> ‘But REPLY_FAULT also provides a way to define and implement new kinds of errors — application-specific errors — such as access control rules. For instance, the Hubris IP stack assigns IP ports to tasks statically. If a task tries to mess with another task’s IP port, the IP stack faults them. This gets us the same sort of “fail fast” developer experience, with the smaller and simpler code that results from not handling “theoretical” errors that can’t occur in practice.‘
This sounds good when the system is small and tight and applications are written mostly by people who designed the whole system.
But as an application developer, I’d be somewhat scared to interface with third-party code over an IPC model where the other service can at any time send back an instant death pill to my process.
I guess I just don’t trust other app developers that much. The world is full of terrible drivers and background processes written by stressed-out developers harassed by management. They’ll drop in a bunch of potentially unsuitable default REPLY_FAULTs if it means they get to go home before 8pm.
I think that's intentional because that's what Hubris is aimed at.
...and in that circumstance, the author reports finding, apparently serendipitously, that it helped with development: "Initially I was concerned that I’d made the kernel too aggressive, but in practice, this has meant that errors are caught very early in development. A fault is hard to miss, and literally cannot be ignored the way an error code might be."
Swift death to deviance is a way to keep the system tight. The designed scope probably keeps it small anyway. Scopes have a way of creeping, but I don't think people will want to force tasks into Hubris that would be better on the host rather than in its embedded controllers.
To be fair, this is how abort works in any library you call into that’s in your process.
The Dennis Nedry approach to counting dinosaurs in Jurassic Park.
Indeed, this happened with Symbian. An IPC server could panic the client. As an application developer without access to the OS source code this was pretty terrible. Not all preconditions were easily understood and could vary between devices and OS versions.
For service, think "OS interface". If you make a bogus kernel call on a monolithic kernel, it would be reasonable for the OS to kill you. Also note that when you say "process" it might be different than you think because threads all share the same address space on hubris.
It seems like in an embedded environment, it's good to resolve these misunderstandings immediately when they occur, regardless of whose fault it is.
The server says "that client is bad!" so the kernel kills it. The problem is really that the two didn't understand each other.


**BRIEF:** Look through the data and write out every line with the word "Verify" in it.

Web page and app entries

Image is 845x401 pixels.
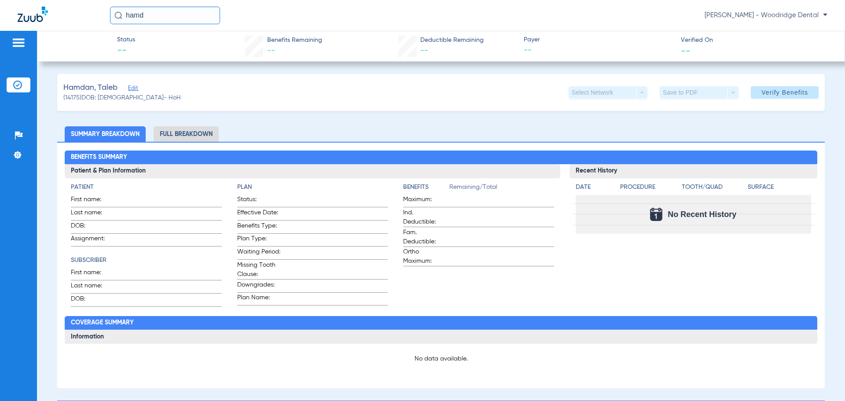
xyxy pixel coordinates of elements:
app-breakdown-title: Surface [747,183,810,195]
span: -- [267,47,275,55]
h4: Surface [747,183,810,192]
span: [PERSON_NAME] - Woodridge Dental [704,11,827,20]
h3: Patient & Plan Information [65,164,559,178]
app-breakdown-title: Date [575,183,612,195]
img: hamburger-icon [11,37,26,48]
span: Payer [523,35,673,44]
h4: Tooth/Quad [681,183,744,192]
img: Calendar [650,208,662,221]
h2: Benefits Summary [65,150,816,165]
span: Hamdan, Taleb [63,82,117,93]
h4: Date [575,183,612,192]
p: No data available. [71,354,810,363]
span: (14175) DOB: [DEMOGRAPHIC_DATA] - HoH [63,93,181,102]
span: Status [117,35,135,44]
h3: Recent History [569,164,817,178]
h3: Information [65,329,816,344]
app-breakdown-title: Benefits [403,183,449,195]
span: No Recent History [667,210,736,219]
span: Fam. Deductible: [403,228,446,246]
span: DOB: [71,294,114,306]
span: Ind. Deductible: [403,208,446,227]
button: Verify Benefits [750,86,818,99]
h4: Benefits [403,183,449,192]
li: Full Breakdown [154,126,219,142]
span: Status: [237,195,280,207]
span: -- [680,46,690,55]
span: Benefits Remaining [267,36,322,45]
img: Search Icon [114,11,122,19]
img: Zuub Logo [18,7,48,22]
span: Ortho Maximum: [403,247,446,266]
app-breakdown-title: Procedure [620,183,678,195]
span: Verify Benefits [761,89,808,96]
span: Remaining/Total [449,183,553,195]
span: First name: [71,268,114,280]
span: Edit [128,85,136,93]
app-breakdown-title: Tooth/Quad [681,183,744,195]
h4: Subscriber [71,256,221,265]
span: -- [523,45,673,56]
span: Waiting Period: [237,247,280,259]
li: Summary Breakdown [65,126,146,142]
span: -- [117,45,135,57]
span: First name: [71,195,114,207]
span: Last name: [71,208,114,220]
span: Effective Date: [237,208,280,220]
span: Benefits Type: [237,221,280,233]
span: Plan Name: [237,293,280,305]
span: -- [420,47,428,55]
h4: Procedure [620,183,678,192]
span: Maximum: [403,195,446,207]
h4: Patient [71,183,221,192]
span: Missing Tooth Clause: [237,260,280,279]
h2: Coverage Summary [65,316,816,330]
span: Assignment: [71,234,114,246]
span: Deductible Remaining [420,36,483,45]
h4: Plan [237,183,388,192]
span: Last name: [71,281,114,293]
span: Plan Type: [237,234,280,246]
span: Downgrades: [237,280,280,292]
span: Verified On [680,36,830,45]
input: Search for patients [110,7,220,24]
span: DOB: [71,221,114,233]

**EXERCISE SOLUTION:**
button: Verify Benefits [750,86,818,99]
span: Verify Benefits [761,89,808,96]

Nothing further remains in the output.